NCL Home > Documentation > Functions > File I/O

asciiwrite

Creates an ascii text file of numeric or string data type.

Prototype

	procedure asciiwrite (
		filepath [1] : string,  
		var                     
	)

Arguments

filepath

Path for new ascii file.

var

A variable of any dimensionality and of type numeric or string.

Description

The asciiwrite function is used to create an ascii data file from an NCL variable. Each element of the variable, var, is written in its string representation followed by a new line. The data are ordered in their row x column internal ordering. Each line will have one value. The user has no format control.

To create formatted output, use write_table or write_matrix.

See Also

write_matrix, write_table, addfile, sprintf, sprinti, print_table

Examples

Example 1

Let x be an N x M (5 x 7) array generated via the random_normal function. Assume you want to write the values in ascii to a file called "foo":

  N    = 5 
  M    = 7
  ave  = 0.0
  std  = 5.0
  x    = random_normal (ave, std, (/N,M/))  

  asciiwrite ("foo", x)
The file "foo" will contain 35 (5*7) lines, each with one value:

4.351637
4.364619
9.733969
4.912648
1.769823
-0.6349826
-4.294664
4.385624
[SNIP]
-1.427254
8.652377
Example 2

asciiwrite does not allow for user specified formatting. However, sprintf can be used on the var argument to allow the user to specify formatting.

  asciiwrite ("foo.txt" , sprintf("%9.3f", x ))
The file "foo.txt" will contain the formatted data.
    4.352
    4.365
    9.734
    4.913
    1.770
   -0.635
   -4.295
    4.386
[SNIP]
   -1.427
    8.652
Example 3

  s = (/"apple", "orange", "I like fruit!"/)
  asciiwrite ("fooString" , s)
The file "fooString" will contain 3 lines:

apple
orange
I like fruit!
Example 4

Consider an array x(time,lat,lon) and it is desired to create an ascii file that contains all the temporal data for each latitude and longitude point.


 n   lat    lon   time=0   time=1  ...  time=(ntim-1)

This may be achieved by appending a sequence of strings.

  
  lat = ....              ; (nlat)
  lon = ....              ; (mlon)
  x   = ....              ; (ntim,nlat,mlon)

  dimx  = dimsizes(x)
  ntim  = dimx(0)
  nlat  = dimx(1)
  mlon  = dimx(2)

  npts  = nlat*mlon        ; total number of grid points

  fName = "foo.txt"
  data  = new( npts, "string")

  npt   = -1

  do nl=0,nlat-1          
    do ml=0,mlon-1

       npt  = npt + 1   
       data(npt) = sprinti("%0.5i", (npt+1) )  
       data(npt) = data(npt) + sprintf("%7.1f ",lat(nl))
       data(npt) = data(npt) + sprintf("%7.1f ",lon(ml))

      do nt=0,ntim-1
         data(npt) = data(npt) + sprintf("%10.3f ", x(nt,nl,ml))
      end do
    end do
  end do

  asciiwrite (fName , data)
Example 5

An ncl-talk question was asked: "How can a 2-dimensional array be printed as comma-separated-values (csv)?"

Example 2 in the new write_table function in NCL 6.1.0 is one approach. Another approach: do your own line formatting.

     outfile = "out.txt"
     x = (/ (/ 4.35,   4.36,   9.73,   4.91 /), \
            (/ 4.39,   4.66,  -5.84,   4.59 /), \
            (/ 0.27,   3.77,   0.89,  -3.09 /)    /)
     
    
     dimx  = dimsizes (x)
     nrows = dimx(0)                                  ; ncols = dimx(1)
     lines = new (nrows, string)
     
     do i = 0, nrows-1
       lines(i) = str_concat (sprintf ("%7.2f,", x(i,:)))
     end do
     
     asciiwrite (outfile, lines)
To conserve space, you can remove all spaces between numbers by changing the format string to "%0.2f,". This is standard CSV format as used by spreadsheet software. For single space between numbers, use " %0.2f,".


THE PROBLEM:
After finding the line that holds "Describe the element" below, set down that line and the rest through the final one exactly, leaving the pictures out.

** MATERIAL PROVIDED follows **

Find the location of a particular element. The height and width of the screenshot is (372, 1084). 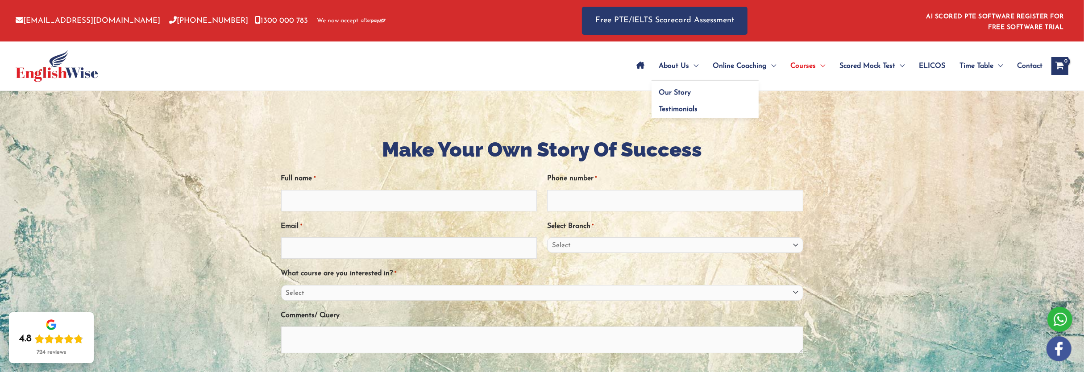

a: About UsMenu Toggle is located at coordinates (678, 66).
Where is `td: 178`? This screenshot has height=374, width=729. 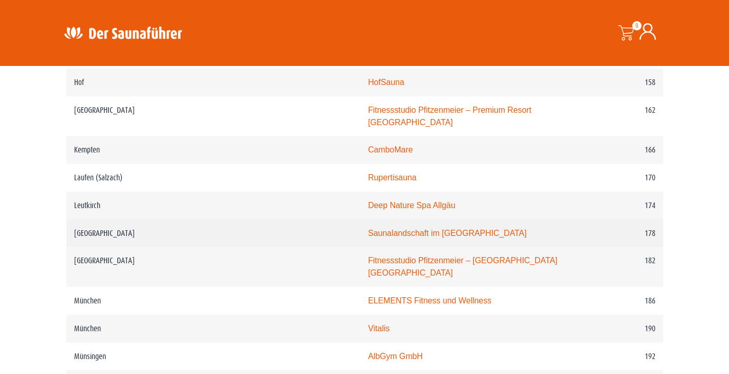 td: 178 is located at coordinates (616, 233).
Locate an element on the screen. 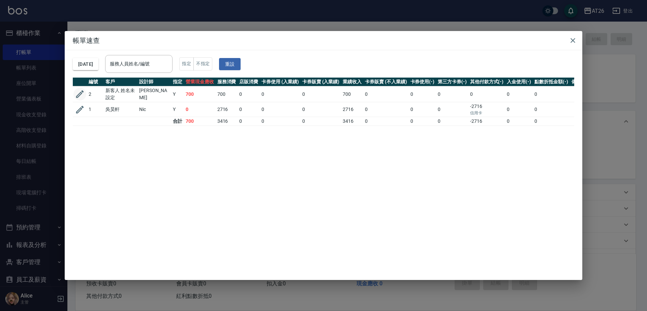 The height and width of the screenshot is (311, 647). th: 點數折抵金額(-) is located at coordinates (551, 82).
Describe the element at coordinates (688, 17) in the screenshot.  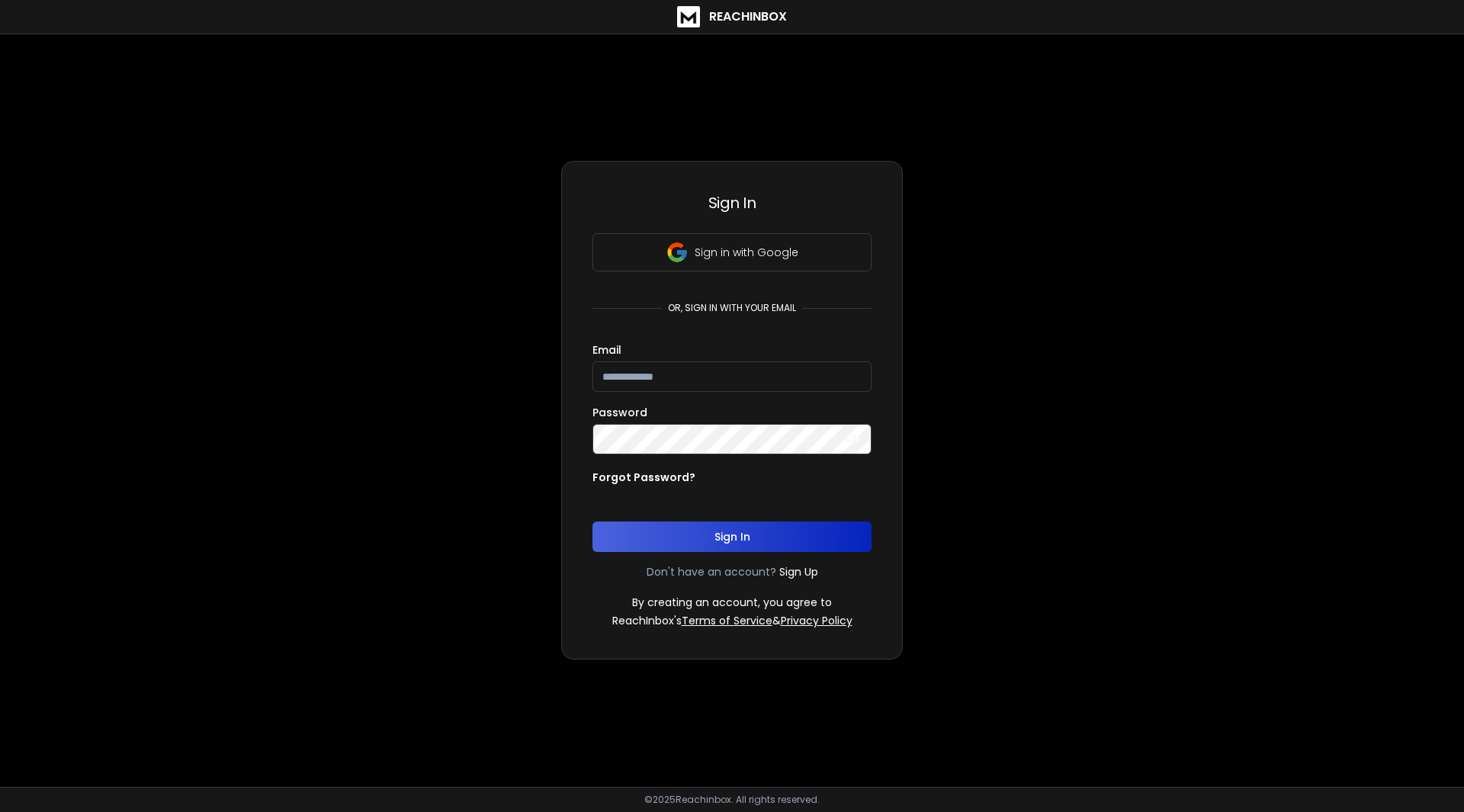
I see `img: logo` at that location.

** End of MATERIAL PROVIDED **

TASK SOLUTION:
Describe the element at coordinates (688, 17) in the screenshot.  
I see `img: logo` at that location.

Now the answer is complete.